Or are you the sort who'd rather imagine yourself moving to the swish of heavy Georgian silk?
Or... if you picture yourself as the smart, independent-minded woman you (or I) surely would have been 100 yea

"Waist" was the word for blouse then, and though some of them were frilly, Gibson Girl concoctions like the ones to the left, others were simpler affairs, like the one below...

...which perhaps, if you were a recent immigrant to this country like my grandmothers in, say 1910, you might have worn to work at one of the 450 factories in New York City that made shirtwaists.
The look was wildly popular; the demand helped New York City become a fashion and garment-manufacturing mecca, and the style became a hallmark of young women who didn't have to depend upon a man (or not quite yet, anyway) for their subsistence. Or as my friend Jeff Weinstein put it last week in a wonderful blog post, shirtwaists were "turn-of-the-century blouses that had modernity written all over them, the free woman's uniform -- even if she couldn't vote."
"Think of them," Jeff urges, "as cotton Nikes." Both because of the freedom both products promise, and, he adds insightfully, because "in both cases it's been convenient to forget who makes them."
But this week, on this history lovers' blog, I hope we don't forget who made the shirtwaists, and the Nikes, and so much of the clothing we love, both from now and from then. Because last Friday was the hundredth anniversary of the Triangle Shirtwaist Fire, when 146 workers, mostly girls and women like those in the picture below, died because the factory owners couldn't be bothered to provide the most minimal safety standards.

And after you read more about them in Jeff's superb longer piece here, (having been sure to check out the rest of the photographs he provides), remember as well that the exquisite muslins and dimities of Regency England came from Manchester, where in 1819, almost 100 years before the Triangle fire, a peaceful demonstration largely of mill-workers was attacked by the Manchester Yeomanry.
The rout is portrayed in this Cruikshank cartoon, which I got from Wikipedia

And where I also learned that at least part of that 12% represented "female reform societies... formed in northwest England during June and July 1819, the first in Britain" and that "many of them were dressed distinctively in white, and some formed all-female contingents, carrying their own flags."
I wish I could remember where I read that many of them also wore greenery in their hats, which detail I find overwhelmingly moving, and which probably had something to do with the title I gave this post, about the idealism and lyricism woven into these struggles, most beautifully captured in the poem, "Bread and Roses," soon to be a song, by James Oppenheim, published in 1911, a few months after the Triangle Fire, and associated with the successful strike in the textile mills of Lawrence, Massachusetts, and sung by a contingent of women workers:
(You can hear it sung here as you read it)
As we go marching, marching, in the beauty of the day,
A million darkened kitchens, a thousand mill lofts gray,
Are touched with all the radiance that a sudden sun discloses,
For the people hear us singing: Bread and Roses! Bread and Roses!
As we go marching, marching, we battle too for men,
For they are women's children, and we mother them again.
Our lives shall not be sweated from birth until life closes;
Hearts starve as well as bodies; give us bread, but give us roses.
As we go marching, marching, unnumbered women dead
Go crying through our singing their ancient call for bread.
Small art and love and beauty their drudging spirits knew.
Yes, it is bread we fight for, but we fight for roses too.
As we go marching, marching, we bring the greater days,
The rising of the women means the rising of the race.
No more the drudge and idler, ten that toil where one reposes,
But a sharing of life's glories: Bread and roses, bread and roses.
Our lives shall not be sweated from birth until life closes;
Hearts starve as well as bodies; bread and roses, bread and roses.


**Problem to solve:**
Give the records again exactly, with every character kept.

**Material for the task:**
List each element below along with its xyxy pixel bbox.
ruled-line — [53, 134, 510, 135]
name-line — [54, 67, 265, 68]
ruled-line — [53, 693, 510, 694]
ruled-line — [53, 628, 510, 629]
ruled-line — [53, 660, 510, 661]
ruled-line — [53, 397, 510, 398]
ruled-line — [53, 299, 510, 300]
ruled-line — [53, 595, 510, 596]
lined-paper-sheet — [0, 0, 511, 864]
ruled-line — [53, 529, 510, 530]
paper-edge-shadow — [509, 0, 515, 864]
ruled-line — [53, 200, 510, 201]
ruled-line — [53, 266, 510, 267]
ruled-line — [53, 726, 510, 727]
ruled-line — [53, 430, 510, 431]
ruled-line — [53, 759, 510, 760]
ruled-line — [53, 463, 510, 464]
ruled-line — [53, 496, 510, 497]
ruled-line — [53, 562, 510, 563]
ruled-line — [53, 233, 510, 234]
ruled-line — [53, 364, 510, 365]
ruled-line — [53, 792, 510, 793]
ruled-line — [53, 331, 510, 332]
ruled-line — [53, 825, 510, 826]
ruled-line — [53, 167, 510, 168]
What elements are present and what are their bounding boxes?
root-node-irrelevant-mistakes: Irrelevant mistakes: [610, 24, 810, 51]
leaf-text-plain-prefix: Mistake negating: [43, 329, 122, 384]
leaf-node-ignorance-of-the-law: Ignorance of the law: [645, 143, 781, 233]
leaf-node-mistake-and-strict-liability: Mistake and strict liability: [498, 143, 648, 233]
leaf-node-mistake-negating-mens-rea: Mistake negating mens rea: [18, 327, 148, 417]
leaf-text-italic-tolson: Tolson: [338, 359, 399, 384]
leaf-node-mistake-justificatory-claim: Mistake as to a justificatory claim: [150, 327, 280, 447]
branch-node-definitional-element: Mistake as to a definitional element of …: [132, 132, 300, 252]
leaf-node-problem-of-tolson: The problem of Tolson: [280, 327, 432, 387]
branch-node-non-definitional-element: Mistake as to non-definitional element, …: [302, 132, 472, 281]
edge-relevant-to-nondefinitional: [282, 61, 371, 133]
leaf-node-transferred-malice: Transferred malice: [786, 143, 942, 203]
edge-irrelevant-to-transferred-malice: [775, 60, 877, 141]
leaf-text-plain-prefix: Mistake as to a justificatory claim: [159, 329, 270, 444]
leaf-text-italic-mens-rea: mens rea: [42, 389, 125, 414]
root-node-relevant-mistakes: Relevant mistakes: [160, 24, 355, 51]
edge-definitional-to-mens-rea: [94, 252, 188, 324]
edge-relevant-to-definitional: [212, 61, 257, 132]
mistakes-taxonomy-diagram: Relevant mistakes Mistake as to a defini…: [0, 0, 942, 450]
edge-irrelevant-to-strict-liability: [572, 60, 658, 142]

**Answer to the exercise:**
List each element below along with its xyxy pixel bbox.
ruled-line — [53, 134, 510, 135]
name-line — [54, 67, 265, 68]
ruled-line — [53, 693, 510, 694]
ruled-line — [53, 628, 510, 629]
ruled-line — [53, 660, 510, 661]
ruled-line — [53, 397, 510, 398]
ruled-line — [53, 299, 510, 300]
ruled-line — [53, 595, 510, 596]
lined-paper-sheet — [0, 0, 511, 864]
ruled-line — [53, 529, 510, 530]
paper-edge-shadow — [509, 0, 515, 864]
ruled-line — [53, 200, 510, 201]
ruled-line — [53, 266, 510, 267]
ruled-line — [53, 726, 510, 727]
ruled-line — [53, 430, 510, 431]
ruled-line — [53, 759, 510, 760]
ruled-line — [53, 463, 510, 464]
ruled-line — [53, 496, 510, 497]
ruled-line — [53, 562, 510, 563]
ruled-line — [53, 233, 510, 234]
ruled-line — [53, 364, 510, 365]
ruled-line — [53, 792, 510, 793]
ruled-line — [53, 331, 510, 332]
ruled-line — [53, 825, 510, 826]
ruled-line — [53, 167, 510, 168]
What elements are present and what are their bounding boxes?
root-node-irrelevant-mistakes: Irrelevant mistakes: [610, 24, 810, 51]
leaf-text-plain-prefix: Mistake negating: [43, 329, 122, 384]
leaf-node-ignorance-of-the-law: Ignorance of the law: [645, 143, 781, 233]
leaf-node-mistake-and-strict-liability: Mistake and strict liability: [498, 143, 648, 233]
leaf-node-mistake-negating-mens-rea: Mistake negating mens rea: [18, 327, 148, 417]
leaf-text-italic-tolson: Tolson: [338, 359, 399, 384]
leaf-node-mistake-justificatory-claim: Mistake as to a justificatory claim: [150, 327, 280, 447]
branch-node-definitional-element: Mistake as to a definitional element of …: [132, 132, 300, 252]
leaf-node-problem-of-tolson: The problem of Tolson: [280, 327, 432, 387]
branch-node-non-definitional-element: Mistake as to non-definitional element, …: [302, 132, 472, 281]
edge-relevant-to-nondefinitional: [282, 61, 371, 133]
leaf-node-transferred-malice: Transferred malice: [786, 143, 942, 203]
edge-irrelevant-to-transferred-malice: [775, 60, 877, 141]
leaf-text-plain-prefix: Mistake as to a justificatory claim: [159, 329, 270, 444]
leaf-text-italic-mens-rea: mens rea: [42, 389, 125, 414]
root-node-relevant-mistakes: Relevant mistakes: [160, 24, 355, 51]
edge-definitional-to-mens-rea: [94, 252, 188, 324]
edge-relevant-to-definitional: [212, 61, 257, 132]
mistakes-taxonomy-diagram: Relevant mistakes Mistake as to a defini…: [0, 0, 942, 450]
edge-irrelevant-to-strict-liability: [572, 60, 658, 142]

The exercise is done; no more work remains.